There is a famous Taoist painting called “The Vinegar Tasters”, showing together the three greatest prophets of Chinese philosophy: Confucius, the Buddha, and Lao Tzu (the founder of Taoism). Each of them is taking a taste from a great pot of vinegar. Confucius tastes the vinegar and scowls; the Buddha tastes the vinegar and has no expression; Lao Tzu tastes the vinegar and smiles.
The painting is perhaps unfair to the Buddhists, for while Buddhism is sometimes characterized as cultivating a Spock-like lack of emotion, it actually encourages a lack of wrong attachments, i.e. attachments to inappropriate things and feelings; and once these attachments are dropped, what remains is not emotionlessness, but Nirvana, i.e. endless rapture.

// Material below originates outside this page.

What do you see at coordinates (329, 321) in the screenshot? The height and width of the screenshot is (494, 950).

This is why statues of the Buddha often show him smiling. (The painting may be unfair to the Confucists, too, but I know very little about Confucianism.)

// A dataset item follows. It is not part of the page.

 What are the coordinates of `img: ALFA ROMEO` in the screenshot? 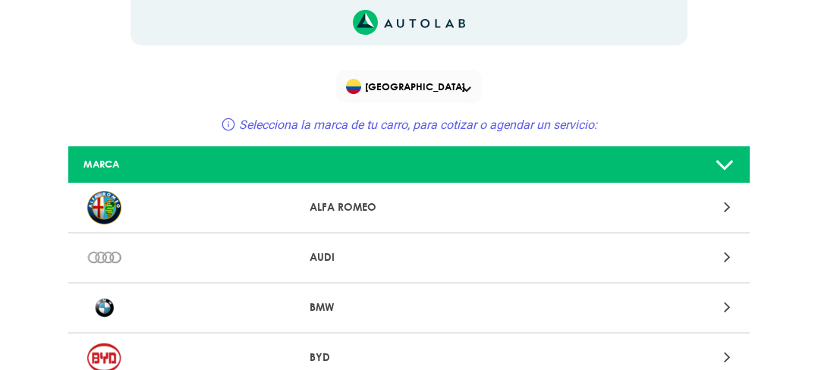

Nevertheless the Vinegar Tasters is a powerful painting, and it strongly makes the Taoist point that unpleasant experiences need not be avoided or expunged, but can be enjoyed as an integral part of the flow of the world.
What Would Jesus Taste?
I have often wondered what Jesus would be doing in this painting. Would he scowl in anger, as he did at the money-changers in his father’s temple? Would he react with indifference, as when he callously said “You’ll always have the poor, you won’t always have me”? Or would he smile, as when … hmmm… did he ever smile? …
Or would he simply wave his hands and change the vinegar into wine? (My girlfriend, with typical reverence, laughed and said, “You know that Jesus, always ready for a party.”)

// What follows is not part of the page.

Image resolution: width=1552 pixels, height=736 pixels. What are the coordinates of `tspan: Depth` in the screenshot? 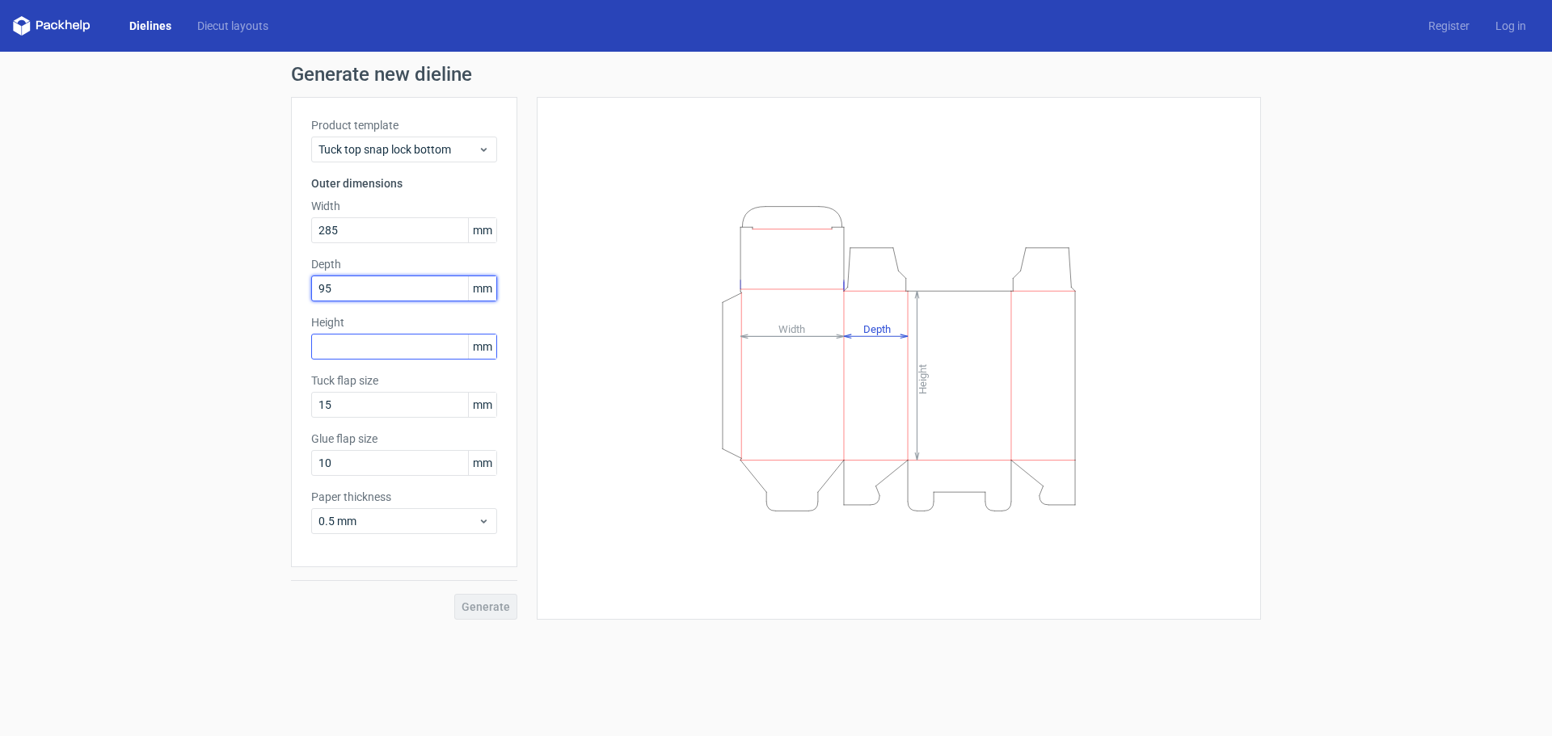 It's located at (877, 328).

I bet Jesus would do exactly that. He often seems to take the easy way out — healing the sick, creating loaves and fish out of nothing, walking on water, bringing people back to life, and otherwise making the life of virtue look simple. Frankly it would be a lot easier to follow Jesus’s example in this world if we also had his supernatural powers.
Quickening the Dead
Comparing the examples of Lazarus and Kisa Gotami is instructive in this regard. In Lazarus’s story, his sister, Martha, asks Jesus to cure him, but Jesus arrives too late; Lazarus is dead. Jesus grieves, but assures Martha that Lazarus will be resurrected. Martha thinks Jesus is referring to the afterlife, and is, understandably enough, ticked off. Then Jesus says “I am the resurrection, and the life: he that believeth in me, though he were dead, yet shall he live: And whosoever liveth and believeth in me shall never die.” Then Jesus brings Lazarus back to life. Very kind of him, of course, but what does Lazarus and his family learn here? Does this help them deal with death? After all, eventually Lazarus will die again, and at that time Jesus won’t be around to help him.
In the story of Kisa Gotami, a grieving woman comes to the Buddha and begs him to bring her son back to life. The Buddha agrees to do so; she simply needs to bring to him a mustard seed from a home in which no one has died. She goes from house to house, looking for the seed, and in each home someone has died. As she faces family after family, and hears each tale of death and loss, she finds herself oddly comforted, and realizes that death is an unavoidable part of life. She goes back to the Buddha, now enlightened, and eventually founds a Buddhist convent.
Buddha 1, Jesus 0? Well, it’s not that simple.
Metaphors of the Natural
First, as Ali pointed out to me, some Biblical scholars suggest that the Lazarus story isn’t so much about dealing with death as it is about Jesus’s willingness to sacrifice himself. The revival of Lazarus is the last straw that causes Jesus’s enemies to decide that he would have to be killed. Jesus knew that by saving Lazarus, he was effectively sacrificing himself; and thus, the revival of Lazarus is symbolic of Jesus dying for everyone’s sins.
But I think another interpretation is possible, too. Jesus knew that Lazarus’s death was temporary, and Jesus’s own death would be temporary, and indeed all deaths are temporary: death is nothing but a door between this life and the next. By bringing Lazarus back to life, Jesus was doing nothing but demonstrating overtly a covert truth: we all come back to life. Similarly, when he turned water into wine, it could be viewed (as C. S. Lewis noted) as a supernatural demonstration of the natural process of water turning into wine through the cultivation of grapes. The abundance of the loaves and fish would be a demonstration of the natural abundance of the Earth.
Jesus’s miracles, perhaps, were not supposed to be showpieces of his compassion and supernatural prowess (though that might have been the primary effects). Instead, they may have been intended to reflect the compassion and natural prowess of the world itself.
So perhaps Jesus would turn the vinegar into wine for the same reason that Lao Tzu smiles when tasting it: when the doors of perception are opened, the vinegar really is wine.

All well and good. But now I can’t help wondering: what would a pagan do?